MadeGlobal's History in a Nutshell Series aims to give readers a good grounding in a historical topic in a concise, easily digestible and easily accessible way.
Born twenty-seven years into his father's reign, Henry's VIII's son, Edward VI, was the answer to a whole country's prayers. Precocious and well-loved, his life should have been idyllic and his own reign long and powerful. Unfortunately for him and for England, that was not to be the case. Crowned King of England at nine years old, Edward was thrust into a world of power players, some who were content to remain behind the throne, and some who would do anything to control it completely. Devoutly Protestant and in possession of an uncanny understanding of his realm, Edward's actions had lasting effects on the religious nature of the kingdom and would surely have triggered even more drastic changes if he hadn't tragically and unexpectedly died at the age of fifteen.
Physicians of the day wrote reams of descriptions of the disease that killed him, but in Edward VI in a Nutshell, medical anthropologist Kyra Kramer (author of Henry VIII's Health in a Nutshell) proposes a new theory of what, exactly, caused his death.
Straightforward and informative, Edward VI in a Nutshell will give readers a better understanding than they've ever had of the life, reign, and death, of England's last child monarch.
Born twenty-seven years into his father's reign, Henry's VIII's son, Edward VI, was the answer to a whole country's prayers. Precocious and well-loved, his life should have been idyllic and his own reign long and powerful. Unfortunately for him and for England, that was not to be the case. Crowned King of England at nine years old, Edward was thrust into a world of power players, some who were content to remain behind the throne, and some who would do anything to control it completely. Devoutly Protestant and in possession of an uncanny understanding of his realm, Edward's actions had lasting effects on the religious nature of the kingdom and would surely have triggered even more drastic changes if he hadn't tragically and unexpectedly died at the age of fifteen.
Physicians of the day wrote reams of descriptions of the disease that killed him, but in Edward VI in a Nutshell, medical anthropologist Kyra Kramer (author of Henry VIII's Health in a Nutshell) proposes a new theory of what, exactly, caused his death.
Straightforward and informative, Edward VI in a Nutshell will give readers a better understanding than they've ever had of the life, reign, and death, of England's last child monarch.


WHAT YOU ARE ASKED TO DO: Would you copy each line of the records that includes the word "Numbers"?
*** MATERIAL SUPPLIED ***
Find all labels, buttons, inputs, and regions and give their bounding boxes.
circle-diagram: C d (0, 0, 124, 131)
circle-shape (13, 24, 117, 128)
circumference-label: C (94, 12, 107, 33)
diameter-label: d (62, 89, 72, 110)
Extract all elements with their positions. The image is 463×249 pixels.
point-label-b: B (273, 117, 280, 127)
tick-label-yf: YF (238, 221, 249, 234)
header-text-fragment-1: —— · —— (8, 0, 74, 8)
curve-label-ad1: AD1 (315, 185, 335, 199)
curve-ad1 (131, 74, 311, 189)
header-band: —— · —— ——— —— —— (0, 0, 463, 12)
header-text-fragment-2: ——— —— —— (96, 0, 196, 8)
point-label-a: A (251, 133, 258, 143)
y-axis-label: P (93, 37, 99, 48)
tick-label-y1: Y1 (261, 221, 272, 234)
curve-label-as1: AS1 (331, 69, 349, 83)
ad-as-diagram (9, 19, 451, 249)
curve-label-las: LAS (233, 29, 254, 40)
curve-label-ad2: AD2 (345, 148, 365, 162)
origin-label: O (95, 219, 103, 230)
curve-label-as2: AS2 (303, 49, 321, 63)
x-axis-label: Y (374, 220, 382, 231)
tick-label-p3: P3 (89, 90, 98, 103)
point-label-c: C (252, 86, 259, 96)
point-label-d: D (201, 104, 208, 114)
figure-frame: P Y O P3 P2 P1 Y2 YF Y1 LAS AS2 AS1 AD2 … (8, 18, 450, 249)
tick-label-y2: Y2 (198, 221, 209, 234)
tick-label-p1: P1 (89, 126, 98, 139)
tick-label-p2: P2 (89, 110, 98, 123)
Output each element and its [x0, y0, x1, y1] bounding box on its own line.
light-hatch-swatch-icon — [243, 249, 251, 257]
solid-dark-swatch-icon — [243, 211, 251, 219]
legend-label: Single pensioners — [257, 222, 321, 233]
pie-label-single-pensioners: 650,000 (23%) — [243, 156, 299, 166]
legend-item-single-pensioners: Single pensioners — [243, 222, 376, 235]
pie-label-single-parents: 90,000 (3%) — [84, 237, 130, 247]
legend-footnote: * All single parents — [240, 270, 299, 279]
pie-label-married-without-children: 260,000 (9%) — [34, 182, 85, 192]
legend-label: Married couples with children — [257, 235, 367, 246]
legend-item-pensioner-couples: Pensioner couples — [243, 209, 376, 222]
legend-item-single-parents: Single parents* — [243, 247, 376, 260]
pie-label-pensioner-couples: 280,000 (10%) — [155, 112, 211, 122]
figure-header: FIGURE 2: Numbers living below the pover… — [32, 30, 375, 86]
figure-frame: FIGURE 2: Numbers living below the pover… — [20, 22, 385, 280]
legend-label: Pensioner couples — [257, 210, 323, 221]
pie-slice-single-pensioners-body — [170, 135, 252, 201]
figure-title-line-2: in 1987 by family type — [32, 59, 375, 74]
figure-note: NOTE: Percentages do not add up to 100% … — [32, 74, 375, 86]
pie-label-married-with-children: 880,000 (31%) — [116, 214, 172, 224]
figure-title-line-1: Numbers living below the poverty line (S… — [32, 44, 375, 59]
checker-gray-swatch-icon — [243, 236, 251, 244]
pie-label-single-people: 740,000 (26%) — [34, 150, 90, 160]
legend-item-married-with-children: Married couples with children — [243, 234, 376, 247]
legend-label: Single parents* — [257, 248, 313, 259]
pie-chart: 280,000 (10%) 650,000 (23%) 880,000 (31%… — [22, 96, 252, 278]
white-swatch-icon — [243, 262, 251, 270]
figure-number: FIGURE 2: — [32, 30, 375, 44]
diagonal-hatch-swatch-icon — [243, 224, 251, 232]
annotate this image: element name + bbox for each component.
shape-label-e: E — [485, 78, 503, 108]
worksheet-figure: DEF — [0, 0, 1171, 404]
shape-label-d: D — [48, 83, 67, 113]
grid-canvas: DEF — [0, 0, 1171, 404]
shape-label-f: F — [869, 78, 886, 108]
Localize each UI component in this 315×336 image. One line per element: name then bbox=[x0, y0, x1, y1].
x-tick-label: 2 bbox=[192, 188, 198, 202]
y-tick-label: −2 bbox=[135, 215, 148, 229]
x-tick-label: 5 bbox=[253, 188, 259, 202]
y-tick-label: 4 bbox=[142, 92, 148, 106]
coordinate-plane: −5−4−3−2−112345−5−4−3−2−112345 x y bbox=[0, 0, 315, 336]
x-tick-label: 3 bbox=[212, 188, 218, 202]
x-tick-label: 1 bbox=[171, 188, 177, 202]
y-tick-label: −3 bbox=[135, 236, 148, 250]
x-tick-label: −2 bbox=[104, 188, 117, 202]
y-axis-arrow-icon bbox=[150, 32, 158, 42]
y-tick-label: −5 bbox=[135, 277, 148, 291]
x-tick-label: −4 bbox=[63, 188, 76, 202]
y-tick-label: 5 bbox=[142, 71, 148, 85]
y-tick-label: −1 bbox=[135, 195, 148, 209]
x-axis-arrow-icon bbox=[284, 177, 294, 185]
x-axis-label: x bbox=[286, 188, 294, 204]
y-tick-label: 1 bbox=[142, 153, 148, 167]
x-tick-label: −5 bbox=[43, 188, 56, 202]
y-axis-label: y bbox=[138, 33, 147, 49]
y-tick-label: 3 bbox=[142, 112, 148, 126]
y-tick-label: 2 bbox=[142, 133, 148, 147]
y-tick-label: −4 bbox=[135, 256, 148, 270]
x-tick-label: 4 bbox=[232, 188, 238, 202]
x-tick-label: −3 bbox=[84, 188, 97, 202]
*** End of MATERIAL SUPPLIED ***
*** MATERIAL SUPPLIED ***
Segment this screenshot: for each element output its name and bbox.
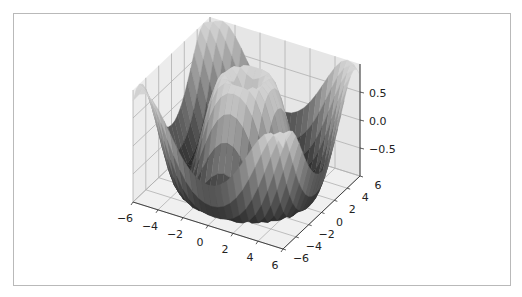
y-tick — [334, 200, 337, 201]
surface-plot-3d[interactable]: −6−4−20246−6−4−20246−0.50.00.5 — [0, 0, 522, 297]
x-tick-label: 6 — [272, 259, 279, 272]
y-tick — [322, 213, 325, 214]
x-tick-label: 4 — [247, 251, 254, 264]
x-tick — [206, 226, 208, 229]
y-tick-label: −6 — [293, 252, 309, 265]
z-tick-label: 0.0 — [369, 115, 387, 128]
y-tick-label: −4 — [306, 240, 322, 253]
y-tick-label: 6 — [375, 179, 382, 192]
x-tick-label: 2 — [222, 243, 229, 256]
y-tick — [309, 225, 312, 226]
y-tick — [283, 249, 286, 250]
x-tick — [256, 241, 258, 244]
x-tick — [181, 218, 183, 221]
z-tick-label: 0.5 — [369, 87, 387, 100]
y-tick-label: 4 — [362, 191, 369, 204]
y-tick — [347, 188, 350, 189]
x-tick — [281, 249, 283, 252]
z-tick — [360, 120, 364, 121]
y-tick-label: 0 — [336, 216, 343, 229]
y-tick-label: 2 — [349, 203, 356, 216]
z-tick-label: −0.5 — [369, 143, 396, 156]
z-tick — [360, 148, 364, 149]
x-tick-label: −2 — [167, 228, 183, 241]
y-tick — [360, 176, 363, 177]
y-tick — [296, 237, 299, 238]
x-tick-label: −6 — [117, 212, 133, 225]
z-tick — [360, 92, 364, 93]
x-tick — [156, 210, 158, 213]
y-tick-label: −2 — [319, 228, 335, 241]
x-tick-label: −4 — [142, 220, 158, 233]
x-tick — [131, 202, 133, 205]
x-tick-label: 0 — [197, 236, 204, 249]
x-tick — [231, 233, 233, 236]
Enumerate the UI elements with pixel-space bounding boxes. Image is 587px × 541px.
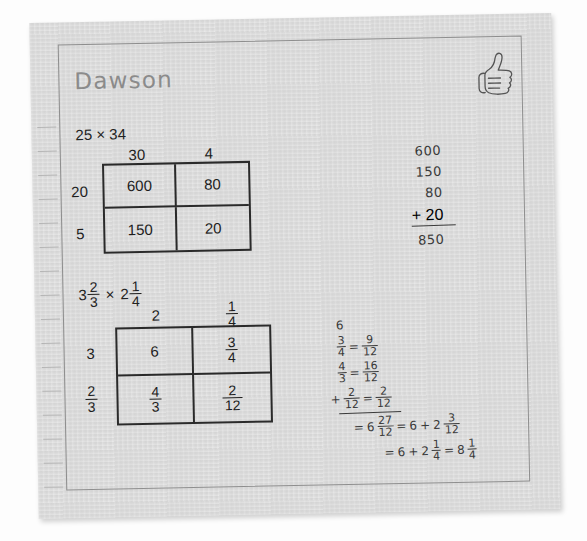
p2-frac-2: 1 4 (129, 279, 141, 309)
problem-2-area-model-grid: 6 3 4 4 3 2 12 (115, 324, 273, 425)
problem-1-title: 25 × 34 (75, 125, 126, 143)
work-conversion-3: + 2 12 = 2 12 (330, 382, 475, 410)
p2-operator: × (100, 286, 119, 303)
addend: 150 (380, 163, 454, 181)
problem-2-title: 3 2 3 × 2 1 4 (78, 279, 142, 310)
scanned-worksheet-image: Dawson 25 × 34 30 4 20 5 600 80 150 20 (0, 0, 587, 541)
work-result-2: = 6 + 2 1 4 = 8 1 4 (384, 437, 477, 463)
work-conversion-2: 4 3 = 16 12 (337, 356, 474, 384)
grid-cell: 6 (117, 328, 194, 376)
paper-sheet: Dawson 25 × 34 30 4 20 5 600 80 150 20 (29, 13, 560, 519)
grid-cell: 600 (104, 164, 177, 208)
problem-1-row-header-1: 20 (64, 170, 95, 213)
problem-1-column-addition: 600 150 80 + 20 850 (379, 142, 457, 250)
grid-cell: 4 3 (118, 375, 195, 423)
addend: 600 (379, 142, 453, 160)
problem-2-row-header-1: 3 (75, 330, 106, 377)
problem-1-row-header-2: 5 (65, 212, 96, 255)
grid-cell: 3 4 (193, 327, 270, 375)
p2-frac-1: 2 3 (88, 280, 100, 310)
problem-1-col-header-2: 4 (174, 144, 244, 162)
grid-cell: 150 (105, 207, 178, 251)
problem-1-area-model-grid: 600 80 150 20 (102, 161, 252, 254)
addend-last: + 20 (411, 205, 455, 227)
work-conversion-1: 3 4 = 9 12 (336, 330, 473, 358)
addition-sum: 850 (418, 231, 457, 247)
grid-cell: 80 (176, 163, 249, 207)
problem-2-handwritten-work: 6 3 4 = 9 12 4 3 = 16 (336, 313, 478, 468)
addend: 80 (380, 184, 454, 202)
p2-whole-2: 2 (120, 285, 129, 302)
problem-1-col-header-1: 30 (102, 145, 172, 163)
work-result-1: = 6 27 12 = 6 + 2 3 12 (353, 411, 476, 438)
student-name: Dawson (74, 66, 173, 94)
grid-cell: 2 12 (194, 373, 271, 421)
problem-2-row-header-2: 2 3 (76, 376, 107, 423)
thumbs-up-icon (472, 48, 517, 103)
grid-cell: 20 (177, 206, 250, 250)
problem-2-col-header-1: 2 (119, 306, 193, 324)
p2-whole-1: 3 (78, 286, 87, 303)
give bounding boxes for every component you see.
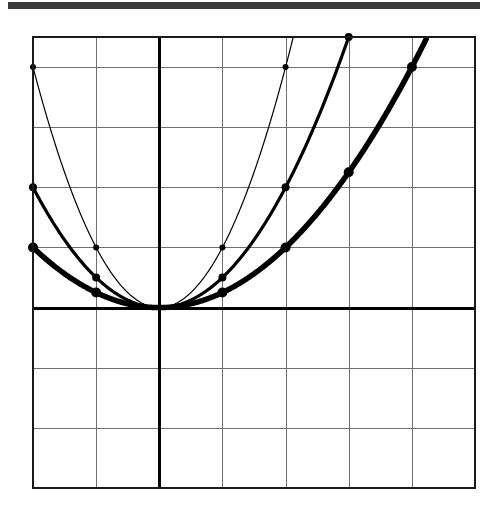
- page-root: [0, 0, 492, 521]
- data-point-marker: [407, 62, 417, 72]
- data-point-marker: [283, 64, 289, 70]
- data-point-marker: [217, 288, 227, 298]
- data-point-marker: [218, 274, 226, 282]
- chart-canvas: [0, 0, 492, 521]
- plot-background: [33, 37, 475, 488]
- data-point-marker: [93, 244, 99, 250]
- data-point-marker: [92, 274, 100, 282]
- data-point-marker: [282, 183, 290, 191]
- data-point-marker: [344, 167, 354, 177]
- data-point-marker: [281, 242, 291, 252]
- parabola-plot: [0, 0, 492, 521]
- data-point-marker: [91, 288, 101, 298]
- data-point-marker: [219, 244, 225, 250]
*** End of MATERIAL SUPPLIED ***
*** MATERIAL SUPPLIED ***
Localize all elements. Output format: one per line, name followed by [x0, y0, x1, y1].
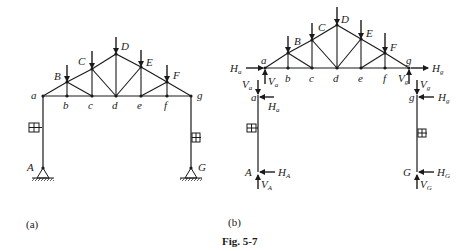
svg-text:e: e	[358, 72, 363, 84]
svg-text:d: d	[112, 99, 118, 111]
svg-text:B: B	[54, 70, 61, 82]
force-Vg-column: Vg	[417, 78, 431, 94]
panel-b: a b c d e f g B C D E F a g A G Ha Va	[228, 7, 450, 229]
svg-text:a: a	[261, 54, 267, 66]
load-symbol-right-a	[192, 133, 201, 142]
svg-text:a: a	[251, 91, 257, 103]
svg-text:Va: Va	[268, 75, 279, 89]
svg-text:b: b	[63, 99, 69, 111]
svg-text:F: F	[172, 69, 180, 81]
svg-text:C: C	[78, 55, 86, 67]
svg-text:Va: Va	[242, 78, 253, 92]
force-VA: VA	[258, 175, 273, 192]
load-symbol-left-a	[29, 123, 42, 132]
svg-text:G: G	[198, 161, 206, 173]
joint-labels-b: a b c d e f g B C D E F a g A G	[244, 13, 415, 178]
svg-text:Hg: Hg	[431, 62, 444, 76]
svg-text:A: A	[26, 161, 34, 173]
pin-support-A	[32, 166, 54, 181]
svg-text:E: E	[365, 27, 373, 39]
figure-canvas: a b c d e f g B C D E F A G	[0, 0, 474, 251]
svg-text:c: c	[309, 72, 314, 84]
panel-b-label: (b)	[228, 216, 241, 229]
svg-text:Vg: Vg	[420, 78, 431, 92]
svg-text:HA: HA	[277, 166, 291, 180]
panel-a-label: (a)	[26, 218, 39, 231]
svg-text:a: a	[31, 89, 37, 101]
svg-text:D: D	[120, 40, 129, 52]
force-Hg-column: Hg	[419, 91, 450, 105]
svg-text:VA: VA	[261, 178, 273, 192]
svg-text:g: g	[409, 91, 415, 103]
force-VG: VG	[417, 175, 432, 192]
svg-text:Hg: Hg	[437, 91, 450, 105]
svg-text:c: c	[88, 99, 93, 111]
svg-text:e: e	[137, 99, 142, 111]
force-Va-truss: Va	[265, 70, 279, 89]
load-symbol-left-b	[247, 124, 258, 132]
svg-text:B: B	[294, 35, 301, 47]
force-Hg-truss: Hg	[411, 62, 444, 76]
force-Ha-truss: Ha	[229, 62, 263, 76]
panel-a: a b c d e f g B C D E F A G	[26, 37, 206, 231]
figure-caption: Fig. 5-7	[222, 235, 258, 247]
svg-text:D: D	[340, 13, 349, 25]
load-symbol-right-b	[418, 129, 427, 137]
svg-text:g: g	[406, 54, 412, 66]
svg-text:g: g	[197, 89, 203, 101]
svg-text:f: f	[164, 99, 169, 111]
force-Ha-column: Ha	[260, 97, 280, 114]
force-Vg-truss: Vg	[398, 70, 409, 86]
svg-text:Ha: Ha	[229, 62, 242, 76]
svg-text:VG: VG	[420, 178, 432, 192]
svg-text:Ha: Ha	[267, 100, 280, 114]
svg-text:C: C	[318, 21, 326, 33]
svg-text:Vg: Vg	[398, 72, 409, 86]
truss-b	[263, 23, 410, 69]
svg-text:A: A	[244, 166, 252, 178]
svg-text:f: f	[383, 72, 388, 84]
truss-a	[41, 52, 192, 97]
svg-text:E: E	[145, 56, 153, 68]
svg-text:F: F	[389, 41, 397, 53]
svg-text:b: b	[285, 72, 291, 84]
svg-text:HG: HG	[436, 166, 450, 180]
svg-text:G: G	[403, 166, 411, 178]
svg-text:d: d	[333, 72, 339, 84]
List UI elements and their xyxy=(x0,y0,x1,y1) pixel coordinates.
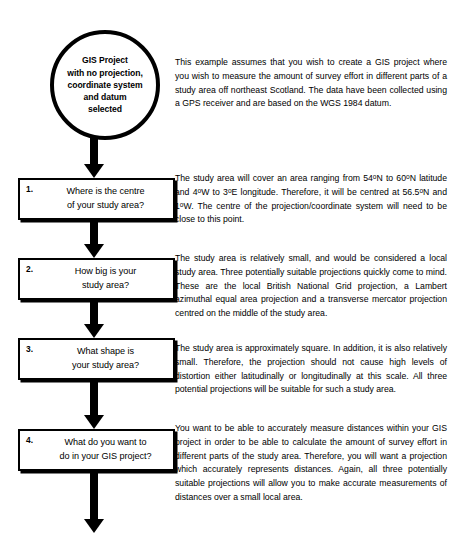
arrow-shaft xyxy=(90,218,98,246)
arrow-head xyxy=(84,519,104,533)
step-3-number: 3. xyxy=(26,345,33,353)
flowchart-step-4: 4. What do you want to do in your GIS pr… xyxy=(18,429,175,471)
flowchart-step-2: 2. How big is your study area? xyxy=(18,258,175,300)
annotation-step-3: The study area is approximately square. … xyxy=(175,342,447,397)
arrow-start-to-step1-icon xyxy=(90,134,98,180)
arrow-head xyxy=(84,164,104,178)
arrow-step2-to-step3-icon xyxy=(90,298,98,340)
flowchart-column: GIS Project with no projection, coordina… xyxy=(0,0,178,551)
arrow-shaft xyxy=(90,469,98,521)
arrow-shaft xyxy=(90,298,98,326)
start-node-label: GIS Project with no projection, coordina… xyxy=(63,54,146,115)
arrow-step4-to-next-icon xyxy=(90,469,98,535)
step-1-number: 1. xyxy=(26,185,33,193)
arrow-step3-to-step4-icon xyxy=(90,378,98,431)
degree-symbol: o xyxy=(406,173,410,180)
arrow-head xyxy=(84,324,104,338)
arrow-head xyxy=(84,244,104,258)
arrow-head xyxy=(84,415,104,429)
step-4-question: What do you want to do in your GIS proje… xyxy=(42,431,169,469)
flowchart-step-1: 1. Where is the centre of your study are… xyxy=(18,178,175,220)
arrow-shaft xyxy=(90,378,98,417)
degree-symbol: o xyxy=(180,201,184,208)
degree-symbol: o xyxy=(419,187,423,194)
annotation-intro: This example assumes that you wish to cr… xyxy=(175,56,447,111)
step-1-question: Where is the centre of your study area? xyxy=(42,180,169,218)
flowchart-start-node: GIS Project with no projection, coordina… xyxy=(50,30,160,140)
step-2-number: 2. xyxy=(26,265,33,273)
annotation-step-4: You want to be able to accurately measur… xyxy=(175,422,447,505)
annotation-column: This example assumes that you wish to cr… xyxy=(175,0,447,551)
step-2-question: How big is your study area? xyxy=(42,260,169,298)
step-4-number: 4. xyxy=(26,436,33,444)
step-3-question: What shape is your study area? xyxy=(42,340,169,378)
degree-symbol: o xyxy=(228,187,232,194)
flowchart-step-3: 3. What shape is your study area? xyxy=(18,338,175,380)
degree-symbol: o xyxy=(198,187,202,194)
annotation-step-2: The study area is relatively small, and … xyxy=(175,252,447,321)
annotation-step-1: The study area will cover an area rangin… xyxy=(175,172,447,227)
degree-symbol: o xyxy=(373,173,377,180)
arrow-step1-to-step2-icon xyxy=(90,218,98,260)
*** End of MATERIAL SUPPLIED ***
SOLUTION FOR THIS EXERCISE:
figure-header: FIGURE 2: Numbers living below the pover… — [32, 30, 375, 86]
figure-frame: FIGURE 2: Numbers living below the pover… — [20, 22, 385, 280]
figure-title-line-1: Numbers living below the poverty line (S… — [32, 44, 375, 59]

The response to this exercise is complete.